Scientists from Delft University of Technology in the Netherlands have successfully used a giant kite to produce 10 kilowatts of power—enough to provide electricity to 10 family homes. They hope to produce enough to power 100,000 homes through further development of their experiment.

The kite creates energy by pulling on a string attached to a generator. When it reaches maximum altitude, it is reeled in and released into the wind again.

Ken Caldeira, a climate scientist at Stanford University’s Carnegie Institution, says the energy contained in the wind could be 100 times the amount needed by everyone on the planet.

The wind researchers need to access is at high altitudes, however.
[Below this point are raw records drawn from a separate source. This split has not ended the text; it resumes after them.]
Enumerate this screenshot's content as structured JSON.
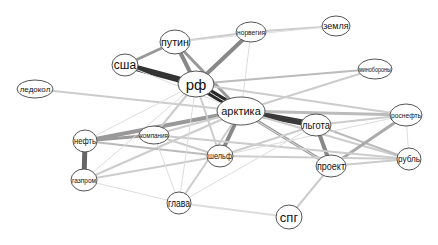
{
  "diagram": {
    "type": "word co-occurrence network",
    "nodes": [
      {
        "id": "rf",
        "label": "рф",
        "x": 196,
        "y": 84,
        "rx": 18,
        "ry": 13,
        "font": 15
      },
      {
        "id": "arktika",
        "label": "арктика",
        "x": 241,
        "y": 111,
        "rx": 24,
        "ry": 14,
        "font": 11
      },
      {
        "id": "ssha",
        "label": "сша",
        "x": 125,
        "y": 65,
        "rx": 13,
        "ry": 11,
        "font": 12
      },
      {
        "id": "putin",
        "label": "путин",
        "x": 175,
        "y": 42,
        "rx": 15,
        "ry": 12,
        "font": 11
      },
      {
        "id": "norvegia",
        "label": "норвегия",
        "x": 251,
        "y": 32,
        "rx": 15,
        "ry": 10,
        "font": 8
      },
      {
        "id": "zemlya",
        "label": "земля",
        "x": 336,
        "y": 26,
        "rx": 14,
        "ry": 10,
        "font": 9
      },
      {
        "id": "minoborony",
        "label": "минобороны",
        "x": 375,
        "y": 69,
        "rx": 17,
        "ry": 10,
        "font": 7
      },
      {
        "id": "ledokol",
        "label": "ледокол",
        "x": 35,
        "y": 89,
        "rx": 18,
        "ry": 9,
        "font": 8
      },
      {
        "id": "rosneft",
        "label": "роснефть",
        "x": 406,
        "y": 115,
        "rx": 16,
        "ry": 11,
        "font": 8
      },
      {
        "id": "lgota",
        "label": "льгота",
        "x": 316,
        "y": 125,
        "rx": 15,
        "ry": 11,
        "font": 10
      },
      {
        "id": "neft",
        "label": "нефть",
        "x": 85,
        "y": 141,
        "rx": 12,
        "ry": 11,
        "font": 9
      },
      {
        "id": "kompania",
        "label": "компания",
        "x": 154,
        "y": 135,
        "rx": 15,
        "ry": 9,
        "font": 7
      },
      {
        "id": "shelf",
        "label": "шельф",
        "x": 220,
        "y": 156,
        "rx": 13,
        "ry": 11,
        "font": 9
      },
      {
        "id": "proekt",
        "label": "проект",
        "x": 331,
        "y": 166,
        "rx": 15,
        "ry": 11,
        "font": 10
      },
      {
        "id": "rubl",
        "label": "рубль",
        "x": 409,
        "y": 159,
        "rx": 12,
        "ry": 11,
        "font": 9
      },
      {
        "id": "gazprom",
        "label": "газпром",
        "x": 84,
        "y": 180,
        "rx": 13,
        "ry": 11,
        "font": 8
      },
      {
        "id": "glava",
        "label": "глава",
        "x": 179,
        "y": 203,
        "rx": 12,
        "ry": 11,
        "font": 10
      },
      {
        "id": "spg",
        "label": "спг",
        "x": 289,
        "y": 217,
        "rx": 13,
        "ry": 12,
        "font": 13
      }
    ],
    "edges": [
      {
        "s": "ssha",
        "t": "rf",
        "w": 6,
        "c": "#333333"
      },
      {
        "s": "rf",
        "t": "arktika",
        "w": 7,
        "c": "#2a2a2a"
      },
      {
        "s": "arktika",
        "t": "lgota",
        "w": 6,
        "c": "#3a3a3a"
      },
      {
        "s": "putin",
        "t": "rf",
        "w": 4,
        "c": "#888888"
      },
      {
        "s": "putin",
        "t": "arktika",
        "w": 3,
        "c": "#999999"
      },
      {
        "s": "ssha",
        "t": "putin",
        "w": 3,
        "c": "#999999"
      },
      {
        "s": "rf",
        "t": "norvegia",
        "w": 4,
        "c": "#888888"
      },
      {
        "s": "putin",
        "t": "norvegia",
        "w": 2,
        "c": "#cccccc"
      },
      {
        "s": "norvegia",
        "t": "zemlya",
        "w": 2,
        "c": "#cccccc"
      },
      {
        "s": "norvegia",
        "t": "arktika",
        "w": 1,
        "c": "#dddddd"
      },
      {
        "s": "putin",
        "t": "zemlya",
        "w": 1,
        "c": "#dddddd"
      },
      {
        "s": "rf",
        "t": "minoborony",
        "w": 2,
        "c": "#bbbbbb"
      },
      {
        "s": "arktika",
        "t": "minoborony",
        "w": 2,
        "c": "#cccccc"
      },
      {
        "s": "ledokol",
        "t": "arktika",
        "w": 2,
        "c": "#cccccc"
      },
      {
        "s": "arktika",
        "t": "rosneft",
        "w": 3,
        "c": "#bbbbbb"
      },
      {
        "s": "arktika",
        "t": "proekt",
        "w": 3,
        "c": "#999999"
      },
      {
        "s": "arktika",
        "t": "shelf",
        "w": 4,
        "c": "#888888"
      },
      {
        "s": "arktika",
        "t": "neft",
        "w": 4,
        "c": "#999999"
      },
      {
        "s": "arktika",
        "t": "kompania",
        "w": 2,
        "c": "#cccccc"
      },
      {
        "s": "arktika",
        "t": "rubl",
        "w": 2,
        "c": "#cccccc"
      },
      {
        "s": "arktika",
        "t": "glava",
        "w": 2,
        "c": "#cccccc"
      },
      {
        "s": "arktika",
        "t": "gazprom",
        "w": 2,
        "c": "#cccccc"
      },
      {
        "s": "lgota",
        "t": "proekt",
        "w": 4,
        "c": "#888888"
      },
      {
        "s": "lgota",
        "t": "rosneft",
        "w": 2,
        "c": "#cccccc"
      },
      {
        "s": "lgota",
        "t": "rubl",
        "w": 2,
        "c": "#bbbbbb"
      },
      {
        "s": "proekt",
        "t": "rosneft",
        "w": 3,
        "c": "#aaaaaa"
      },
      {
        "s": "proekt",
        "t": "rubl",
        "w": 2,
        "c": "#cccccc"
      },
      {
        "s": "rosneft",
        "t": "rubl",
        "w": 1,
        "c": "#dddddd"
      },
      {
        "s": "proekt",
        "t": "spg",
        "w": 2,
        "c": "#cccccc"
      },
      {
        "s": "glava",
        "t": "spg",
        "w": 2,
        "c": "#dddddd"
      },
      {
        "s": "neft",
        "t": "gazprom",
        "w": 5,
        "c": "#666666"
      },
      {
        "s": "neft",
        "t": "kompania",
        "w": 3,
        "c": "#999999"
      },
      {
        "s": "neft",
        "t": "shelf",
        "w": 2,
        "c": "#bbbbbb"
      },
      {
        "s": "gazprom",
        "t": "shelf",
        "w": 2,
        "c": "#cccccc"
      },
      {
        "s": "gazprom",
        "t": "glava",
        "w": 1,
        "c": "#dddddd"
      },
      {
        "s": "gazprom",
        "t": "rf",
        "w": 1,
        "c": "#dddddd"
      },
      {
        "s": "kompania",
        "t": "shelf",
        "w": 2,
        "c": "#cccccc"
      },
      {
        "s": "kompania",
        "t": "rubl",
        "w": 2,
        "c": "#cccccc"
      },
      {
        "s": "kompania",
        "t": "glava",
        "w": 1,
        "c": "#dddddd"
      },
      {
        "s": "shelf",
        "t": "rubl",
        "w": 2,
        "c": "#cccccc"
      },
      {
        "s": "shelf",
        "t": "rosneft",
        "w": 1,
        "c": "#dddddd"
      },
      {
        "s": "shelf",
        "t": "lgota",
        "w": 2,
        "c": "#cccccc"
      },
      {
        "s": "glava",
        "t": "lgota",
        "w": 1,
        "c": "#dddddd"
      },
      {
        "s": "rf",
        "t": "glava",
        "w": 1,
        "c": "#dddddd"
      },
      {
        "s": "rf",
        "t": "shelf",
        "w": 2,
        "c": "#cccccc"
      },
      {
        "s": "rf",
        "t": "kompania",
        "w": 2,
        "c": "#cccccc"
      },
      {
        "s": "rf",
        "t": "rosneft",
        "w": 2,
        "c": "#cccccc"
      },
      {
        "s": "rf",
        "t": "proekt",
        "w": 1,
        "c": "#dddddd"
      },
      {
        "s": "ssha",
        "t": "arktika",
        "w": 1,
        "c": "#dddddd"
      },
      {
        "s": "neft",
        "t": "rf",
        "w": 1,
        "c": "#dddddd"
      }
    ]
  }
}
Standard wind turbines are 80 meters tall, where wind speed is nearly five meters per second. At 800 meters high, an altitude kites could reach, the wind speed is seven meters per second. “It would be virtually impossible to build a standard turbine to take advantage of the wind at 800 meters,” explains The Observer.

Wind energy has drawn support from big names in the business world. In 2007, Google.org, the philanthropic division of Google, invested in Makani Power Inc., a company testing high-altitude wind extraction technologies. Oil tycoon T. Boone Pickens recently released his plan to lessen U.S. dependence on foreign oil. Pickens’s strategy includes a significant emphasis on wind energy.

Nick Rau, an energy campaigner for Friends of the Earth, said, “We have an abundance of renewable energy and there are a lot of visionary technologies coming along so that, in future, the sky’s the limit.”